Baptist Seminary of Kentucky begins the new academic year with a new name that will ring slightly familiar.
The Lexington, Ky.-based school now is known as BSK Theological Seminary.
Seminary trustees approved the change after two years of discussions involving the board and representatives of the seminary’s students, alumni, faculty, administrators and supporters, President David Cassady said.
He called the new identity a “refreshing of our brand” and a “recognition of our heritage.”
“BSK Theological Seminary is a name that allows our identity to thrive and helps posture our school for a growing future,” he said. At the same time, the name will not sound unfamiliar to those already familiar with the school.
From its founding in 2002, the seminary has been “grounded in the vision of the progressive and ecumenically minded Baptists who birthed the school and called it Baptist Seminary of Kentucky,” Cassady added.
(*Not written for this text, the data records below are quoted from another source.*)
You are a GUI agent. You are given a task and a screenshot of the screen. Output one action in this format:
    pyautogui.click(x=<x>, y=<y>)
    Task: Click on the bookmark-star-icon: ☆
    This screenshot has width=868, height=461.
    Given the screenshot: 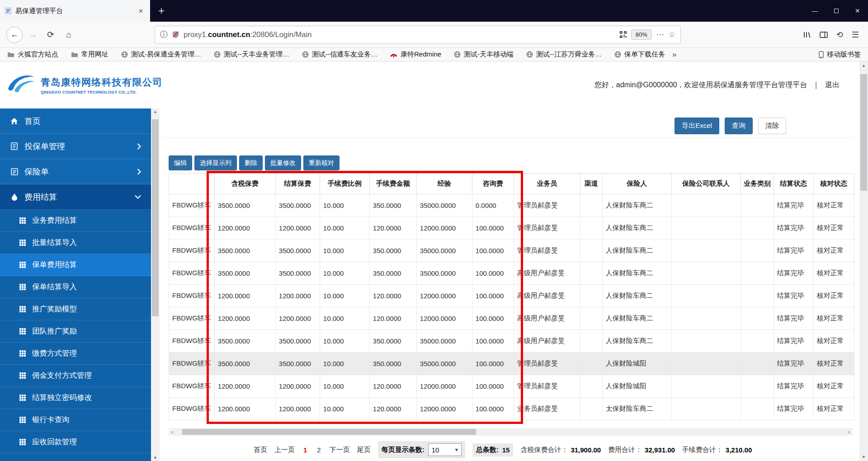 What is the action you would take?
    pyautogui.click(x=672, y=34)
    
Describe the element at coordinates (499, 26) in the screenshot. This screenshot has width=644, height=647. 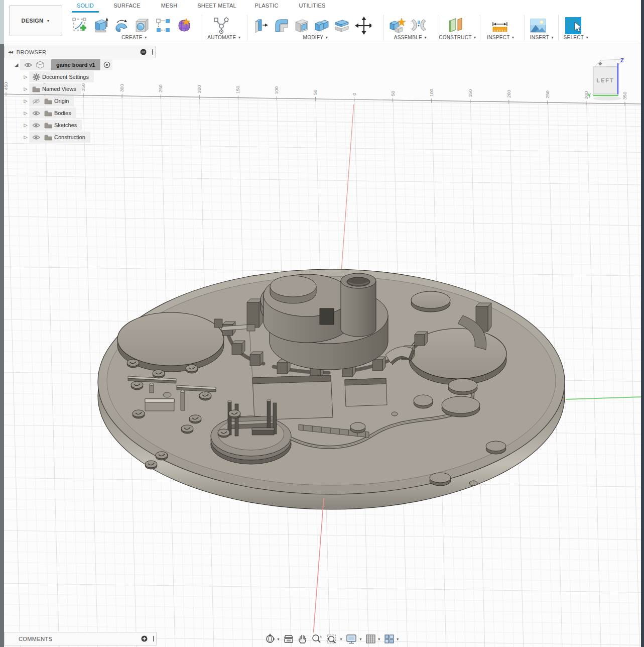
I see `measure-icon` at that location.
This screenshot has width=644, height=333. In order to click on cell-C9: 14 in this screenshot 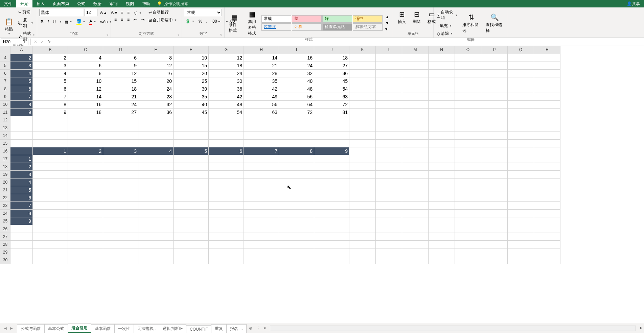, I will do `click(86, 97)`.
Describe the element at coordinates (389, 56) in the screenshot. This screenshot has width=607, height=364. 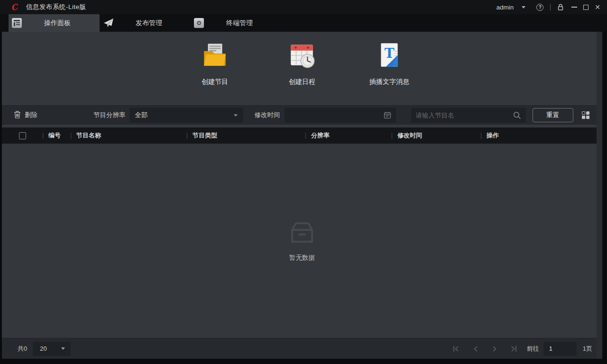
I see `text-message-icon: T` at that location.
BSK is one of about a dozen seminaries and Baptist houses of studies birthed out of the late 20th-century schism in the Southern Baptist Convention that created the Cooperative Baptist Fellowship and the Alliance of Baptists. The school now enrolls students from 16 states, who take online classes where they live and serve.
The school also has developed partnerships with Simmons College of Kentucky and the National Baptist Convention of America, as well as CBF Virginia and CBF Florida and the Caribbean Islands.
“We continue to hold the same commitments and values, clearly informed by our Baptist roots,” Cassady said. “That will not change. The partnerships we have with the Cooperative Baptist Fellowship and the National Baptist Convention of America also continue and are deeply important to our school.”